[Date Prev][Date Next] [Thread Prev][Thread Next] [Date Index] [Thread Index]

Re: Reproducible, precompiled .o files: what say policy+gpl?



On Tue, Oct 19, 2004 at 02:04:42AM +0200, Wouter Verhelst wrote:
> On Mon, Oct 18, 2004 at 07:02:19PM -0400, Glenn Maynard wrote:
> > You can't take the source, compile it with a proprietary compiler and
> > upload the result to main, because in order to create that package,
> > you need a non-free compiler.  The fact that you can also compile the
> > sources with a free compiler is irrelevant; non-free tools are still
> > required to create the package actually in main.  Policy doesn't say
> 
> If that is important, then we must throw all packages which are built
> using an outdated glibc, binutils, or gcc out of the archive; because
> the tools used to build those packages are no longer in main (no,
> snapshot.debian.net doesn't count); and building something which was
> built, e.g., 4 months ago using the then-current unstable toolchain,
> will not produce the exact same package as it would today -- it would
> produce...

This is a nice attempt at rationalizing parts of the Debian archive
being buildable in their "optimized" form only using non-free tools.

> Your point?

My point is obvious; if you can't understand it, I'm not going to spend
much time trying to force it into you, since I doubt others are having so
much trouble.

> Also, consider the fact that in the past (at least if I'm not mistaken),
> the m68k kernel maintainer used to provide m68k kernel packages built
> using a cross-compiler on his i386 system. Since the cross-compiler
> isn't in main, should those m68k kernels have been moved to the
> 'contrib' archive?

The cross-compiler probably should have been packaged.  I don't consider
these comparable issues, anyhow, since the cross-compiler is Free; the tools
needed to build the binaries in question are not.

> > it says "the package in main must be buildable with tools in main".
> 
> That is still the case. The fact that the package in main is built using
> non-free tools is irrelevant -- it can be rebuilt using software only in
> main; it can be ran using software only in main; and the difference is
> not noticeable except by comparing checksums, benchmarks, or to those
> with an intimate knowledge in compiler optimizers.

You're playing down "benchmarks" as if they're unimportant, yet the entire
purpose of building with proprietary tools is for speed--clearly the
benchmarks are important.  You can't have it both ways.

Being able to rebuild binaries in main is critically important (ie. for fixing
security-related bugs down the line), and the only people who can do so for
this package are the people with these proprietary tools.  I suspect you'd
have difficulty getting such an update into a stable release *at all* if the
only way you could do so required halving the speed of the program (and
possibly introducing bugs) due to a changed compiler.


YOUR INSTRUCTIONS: Find "You are a GUI" and "The image size is (1546, 734)." in the records below. Copy the lines holding them and every line between, exactly, and no others.
───── RECORDS SHOWN ─────
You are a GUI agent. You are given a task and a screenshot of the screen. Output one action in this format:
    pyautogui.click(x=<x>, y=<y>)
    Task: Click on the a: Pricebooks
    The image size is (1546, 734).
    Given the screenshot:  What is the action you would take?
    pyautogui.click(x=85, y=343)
─────
───── RECORDS SHOWN ─────
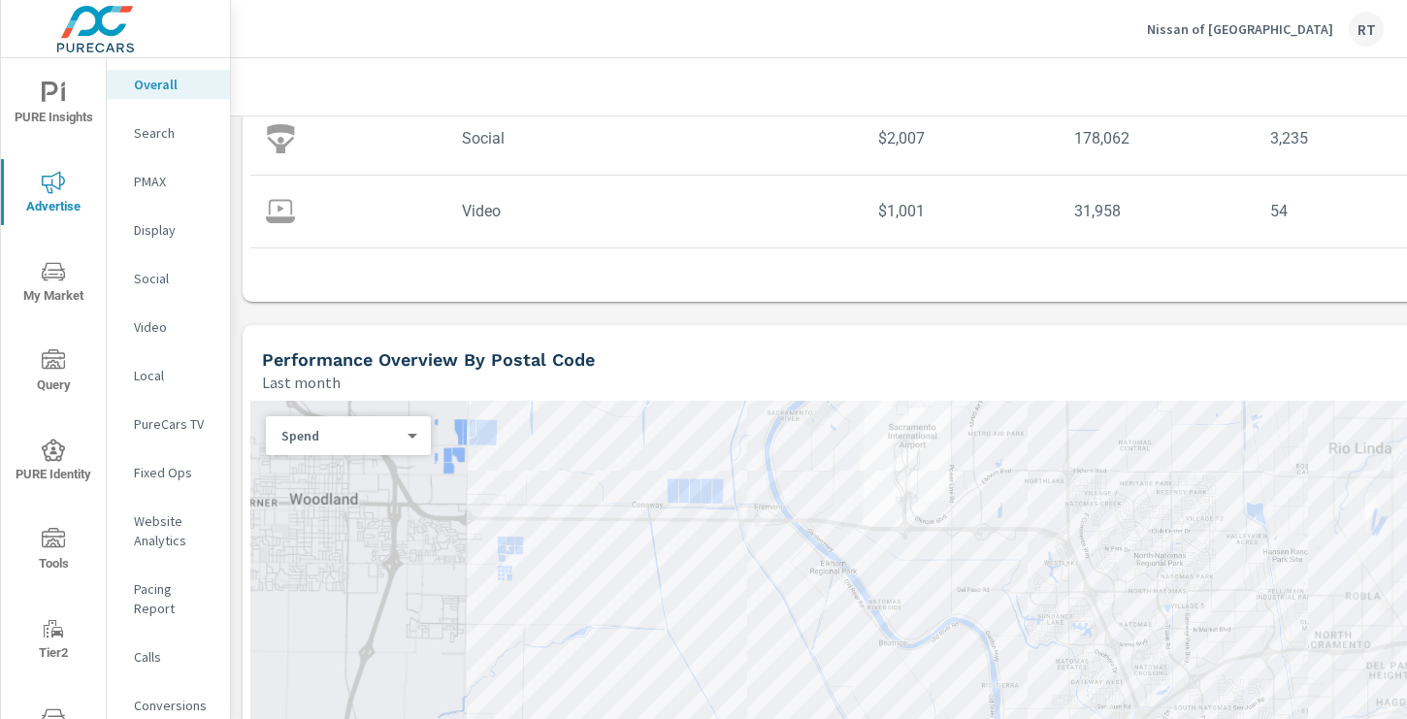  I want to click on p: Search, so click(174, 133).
─────
OUTPUT BELOW:
You are a GUI agent. You are given a task and a screenshot of the screen. Output one action in this format:
    pyautogui.click(x=<x>, y=<y>)
    Task: Click on the a: Pricebooks
    The image size is (1546, 734).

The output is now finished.